4) What did they find, and why is it important?

The short version: details matter—a lot.

  • LLMs struggle with even basic graph tasks if the text is written in the wrong way. Just because an LLM is great with regular text doesn’t mean it automatically understands graphs written as sentences.
  • The way you write the graph changes performance a lot. For example:
    • Writing “who is connected to whom” (incident encoding) helped on tasks like finding a node’s degree.
    • Using numbers for nodes (like node 0, node 1) helped with counting and math-like tasks.
    • Using human names sometimes helped for simple yes/no tasks.
  • The way you ask the question matters. Asking in a natural, everyday way (“How many friends does Alex have?”) sometimes worked better than using abstract graph terms (“What is the degree of node i?”).
  • Simple tasks don’t always need step-by-step reasoning. For many basic tasks, a straightforward prompt (zero-shot) worked better than “Let’s think step by step.” But for more complex tasks, examples and chain-of-thought helped.
  • Bigger models generally did better, but size alone didn’t fix everything. If the graph was encoded poorly or the question was unclear, even large models failed.
  • The shape of the graph matters. The model’s accuracy changed a lot across different graph types. For example:
    • It often assumed cycles exist (a bias), so it did well on graphs that usually have cycles (like complete graphs) and poorly on graphs that never have cycles (like path graphs).
    • Graphs with fewer edges (shorter descriptions) were easier because there was less distracting text.
  • LLMs are bad at reasoning about things that are not explicitly written. For example, listing who is NOT connected (disconnected nodes) was very hard, because the graph text mostly mentions what does exist, not what doesn’t.
  • Picking the right encoding and prompt can boost accuracy by a lot—sometimes from a few percent up to over 60% improvement, depending on the task.

Why this matters: If you want to use LLMs to analyze networks—social media, recommendation systems, fraud rings, and more—you can’t just paste in graph data randomly.
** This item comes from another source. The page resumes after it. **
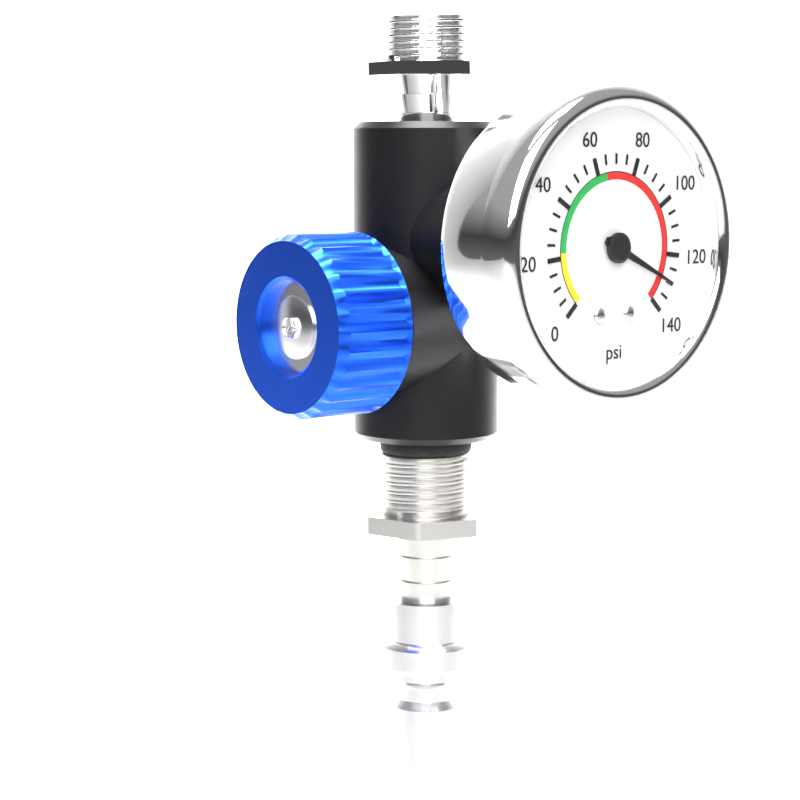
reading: 130 psi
You must write it in the “language” the LLM handles best for your specific task.

5) What’s the impact of this research?

This work gives practical guidance for anyone who wants LLMs to reason about graphs using only text:

  • Choose your graph encoding based on the task (e.g., use numeric nodes for counting, neighbor lists for degree-related questions).
  • Ask questions in natural and clear ways; sometimes “real-world” phrasing beats tech-speak.
  • Provide short, focused graph descriptions to reduce distraction.
  • Add a few examples and step-by-step reasoning for harder tasks.
  • Be aware of model biases (like assuming cycles are common).
  • Don’t expect the model to infer missing information unless you prompt or encode it explicitly.

The authors also release GraphQA, a benchmark to help the community test and improve how LLMs handle graph reasoning. Overall, the paper shows that with the right “translation” of a graph into text and careful prompting, LLMs can do much better—opening the door to smarter tools for understanding complex networks in everyday domains.